New York City high school students met with MTA Chair Jay Walder yesterday afternoon for a much-anticipated discussion of how to continue the MTA's student fare program. The meeting itself was closed to the media, but at a press conference that followed, both parties described their face-to-face as more of a strategy session than a confrontation.
The immediate upshot is that the MTA Board will not vote on phasing out discount student MetroCards at its next meeting, coming up on March 24. That buys the students more time, which they intend to use, as one young advocate said, to ask the state and city "to step up and do their part."
The student coalition has got to be the most promising transit advocacy campaign going in New York City right now.
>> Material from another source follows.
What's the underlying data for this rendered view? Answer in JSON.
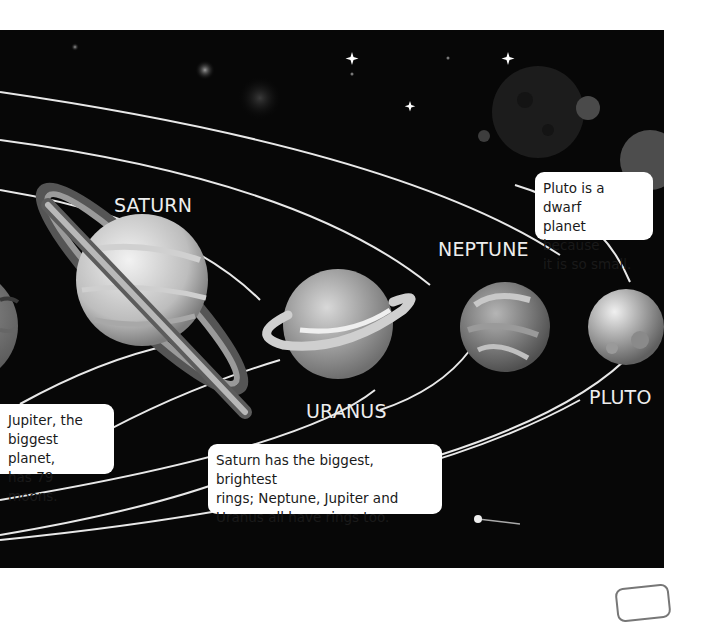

If anyone can sway recalcitrant lawmakers to prioritize their transit-riding constituents in an election year, it's probably these advocates, who represent a coalition of youth organizations and have become the public voice for hundreds of thousands of students and their families.
"We want the state and city to get new revenue sources," said Khaair Morrison, 15, who attends Francis Lewis High School in Queens. "We have to target City Council members and state legislators."
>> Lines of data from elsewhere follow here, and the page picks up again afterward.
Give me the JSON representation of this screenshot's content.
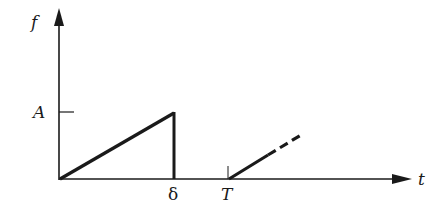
{
  "diagram": {
    "type": "signal-waveform",
    "axes": {
      "y_label": "f",
      "x_label": "t"
    },
    "labels": {
      "amplitude": "A",
      "pulse_width": "δ",
      "period": "T"
    },
    "colors": {
      "line": "#1a1a1a",
      "background": "#ffffff"
    }
  }
}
Here are some of the major goals and principles the students conveyed yesterday:
- They are advocating for the continuation of both the student fare program and the subway and bus service on the chopping block in the MTA's austerity program.
- To fund it, they're asking the MTA to use stimulus money, but also calling for new revenue streams from the state and city to arrive at an "affordable and sustainable" solution. They aren't prescribing any specific revenue sources, but ideas including congestion pricing and a return to the student MetroCard funding formula established in 1995 surfaced in conversations with individual student advocates.
- They want to "put an end to the blame game," in the phrase of Adolfo Abreu, a student the Bronx Center for Science and Math. Their strategy is to get representatives from the state, the city, and the MTA all in a room together, so that one party can't wriggle out of responsibility by pointing fingers at someone who's not at the table.
The student advocates will have a few months to make their case to electeds. Walder, who noted at the outset of the presser that "all of us want to see students in New York City have free travel to get to school," said the MTA probably has until June to decide whether it will continue the student MetroCard program in the next school year.
Noah Kazis contributed to this post.